Symposium Maternal Health

High-Risk Pregnancy Intervention

Using Predictive Modeling to Identifying High-Risk Pregnancies to Prevent Avoidable Complications in Populations at Greater Risk for Maternal and Infant Mortality

Dr. Susan Beane, Executive Medical Director, Healthfirst
Jennifer Zbell, Vice President, Clinical Analytics
Sule Baptiste, Director of Data Science, Healthfirst

Healthfirst is committed to providing equitable care for all New Yorkers. Pregnancy care and family planning is a core component of this mission.

Variations in care quality, underlying chronic conditions, implicit bias in the practice of medicine, and structural racism in maternity care contribute to maternal mortality rates that are five times higher for Black women than White women in New York State and three times higher nationally.

Once born, Black infants in New York City are 50% more likely to have unexpected complications, and Hispanic infants are 20% more likely. This is partly due to the fact that these infants are more likely to be delivered in hospitals with high-rates of complications.

One important strategy for reversing this trend is identifying those who are at a high-risk of a complicated pregnancy and intervening sooner to avoid preterm delivery, stays in the neonatal intensive care unit (NICU) or other complications. Healthfirst’s data analytics team is working to build machine learning frameworks to predict risk and empower care teams to act.

Identifying risk based on hundreds of factors

Within maternity care, there are already many decision trees or business rules that help to identify whether someone is at high-risk of a complicated pregnancy. Factors such as age, weight, characteristics of the cervix and pregnancy history can be used to risk stratify pregnant individuals.

The beauty of machine learning is that it can aggregate multiple decision trees. Instead of evaluating risk based on a handful of factors, we can build predictive models that examine more than 300 data points. These primarily come from claims, but we also have data on individual members and providers, and we supplement this with public health data when we can.

We can also incorporate factors that often get overlooked. One example is patterns in healthcare utilization. Does someone have a relationship with a primary care physician and any relevant specialists? How frequently are they utilizing services such as telehealth, urgent care, or behavioral health? What is their history of refilling prescriptions?

As you may expect, most pregnant individuals are low risk, and risk increases as the population is divided into percentiles. At the 90th percentile, a high-risk delivery is more than twice as likely; for the 99th percentile, it’s about four times as likely.

Intervening seven weeks earlier

When we incorporated this predictive model into our Healthfirst Cares Maternity Program, we were able to identify high-risk members 52 days (or more than seven weeks) earlier than traditional clinical decision trees.

Given that the average pregnancy is 280 days (or roughly 40 weeks), that’s significant. We don’t have to wait until a glucose screening (usually done between 24 or 28 weeks) or an anomaly scan (usually between 18 and 22 weeks) to identify the presence of gestational diabetes or congenital defects, respectively. Our model can flag risk factors weeks earlier, and we can intervene in ways that will positively impact the health of parent and child.

In one case, we had a member who was having her third baby. The first two had been admitted to the NICU due to pre-term deliveries complicated by gestational diabetes, and she was presenting with insulin-dependent gestational diabetes with her third baby.

The predictive model identified this member, and after she spoke to a care management nurse, she accepted the offer of a referral to a nutritionist. With the nutritionist’s help, she lost weight, was able to discontinue her insulin, and delivered at full term without a NICU admission.

While this member’s story points to the importance of machine learning as a screening tool, it’s also important to note the steps that follow member identification. Care teams need a mechanism to recommend and provide the right resources at the right time. It doesn’t necessarily matter who delivers the care — primary care, specialty care, care management, home health, social services, and so on — as long as the member gets the care they need and avoids preventable and costly complications and mom and baby are healthy.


### Work order
Would you retype the listing below word for word, without any of its pictures?

### Information shown
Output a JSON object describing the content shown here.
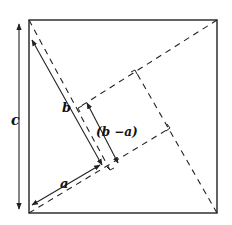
{
  "diagram": {
    "labels": {
      "c": "c",
      "b": "b",
      "a": "a",
      "b_minus_a": "(b −a)"
    },
    "colors": {
      "stroke": "#222222",
      "background": "#ffffff"
    },
    "outer_square": {
      "x1": 29,
      "y1": 20,
      "x2": 217,
      "y2": 213
    },
    "inner_square_corners": [
      [
        135,
        70
      ],
      [
        170,
        128
      ],
      [
        110,
        170
      ],
      [
        78,
        108
      ]
    ]
  }
}
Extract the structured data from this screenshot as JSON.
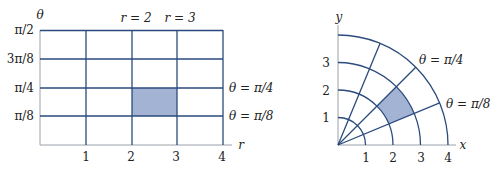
{
  "colors": {
    "line": "#2b4a7d",
    "axis": "#9aa0a8",
    "shade": "#a3b3d4",
    "text": "#222222"
  },
  "left_diagram": {
    "title": "Rectangle in the r-theta plane",
    "axis_labels": {
      "horizontal": "r",
      "vertical": "θ"
    },
    "r_ticks": [
      "1",
      "2",
      "3",
      "4"
    ],
    "theta_ticks": [
      "π/8",
      "π/4",
      "3π/8",
      "π/2"
    ],
    "top_labels": [
      "r = 2",
      "r = 3"
    ],
    "right_labels": [
      "θ = π/4",
      "θ = π/8"
    ],
    "shaded_region": {
      "r_min": 2,
      "r_max": 3,
      "theta_min": "π/8",
      "theta_max": "π/4"
    }
  },
  "right_diagram": {
    "title": "Polar rectangle in the xy plane",
    "axis_labels": {
      "horizontal": "x",
      "vertical": "y"
    },
    "x_ticks": [
      "1",
      "2",
      "3",
      "4"
    ],
    "y_ticks": [
      "1",
      "2",
      "3"
    ],
    "ray_labels": [
      "θ = π/4",
      "θ = π/8"
    ],
    "shaded_region": {
      "r_min": 2,
      "r_max": 3,
      "theta_min": "π/8",
      "theta_max": "π/4"
    }
  }
}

### Solution
Output a JSON object describing the content shown here.
{
  "diagram": {
    "labels": {
      "c": "c",
      "b": "b",
      "a": "a",
      "b_minus_a": "(b −a)"
    },
    "colors": {
      "stroke": "#222222",
      "background": "#ffffff"
    },
    "outer_square": {
      "x1": 29,
      "y1": 20,
      "x2": 217,
      "y2": 213
    },
    "inner_square_corners": [
      [
        135,
        70
      ],
      [
        170,
        128
      ],
      [
        110,
        170
      ],
      [
        78,
        108
      ]
    ]
  }
}
Extract the structured data from this screenshot as JSON.
{
  "colors": {
    "line": "#2b4a7d",
    "axis": "#9aa0a8",
    "shade": "#a3b3d4",
    "text": "#222222"
  },
  "left_diagram": {
    "title": "Rectangle in the r-theta plane",
    "axis_labels": {
      "horizontal": "r",
      "vertical": "θ"
    },
    "r_ticks": [
      "1",
      "2",
      "3",
      "4"
    ],
    "theta_ticks": [
      "π/8",
      "π/4",
      "3π/8",
      "π/2"
    ],
    "top_labels": [
      "r = 2",
      "r = 3"
    ],
    "right_labels": [
      "θ = π/4",
      "θ = π/8"
    ],
    "shaded_region": {
      "r_min": 2,
      "r_max": 3,
      "theta_min": "π/8",
      "theta_max": "π/4"
    }
  },
  "right_diagram": {
    "title": "Polar rectangle in the xy plane",
    "axis_labels": {
      "horizontal": "x",
      "vertical": "y"
    },
    "x_ticks": [
      "1",
      "2",
      "3",
      "4"
    ],
    "y_ticks": [
      "1",
      "2",
      "3"
    ],
    "ray_labels": [
      "θ = π/4",
      "θ = π/8"
    ],
    "shaded_region": {
      "r_min": 2,
      "r_max": 3,
      "theta_min": "π/8",
      "theta_max": "π/4"
    }
  }
}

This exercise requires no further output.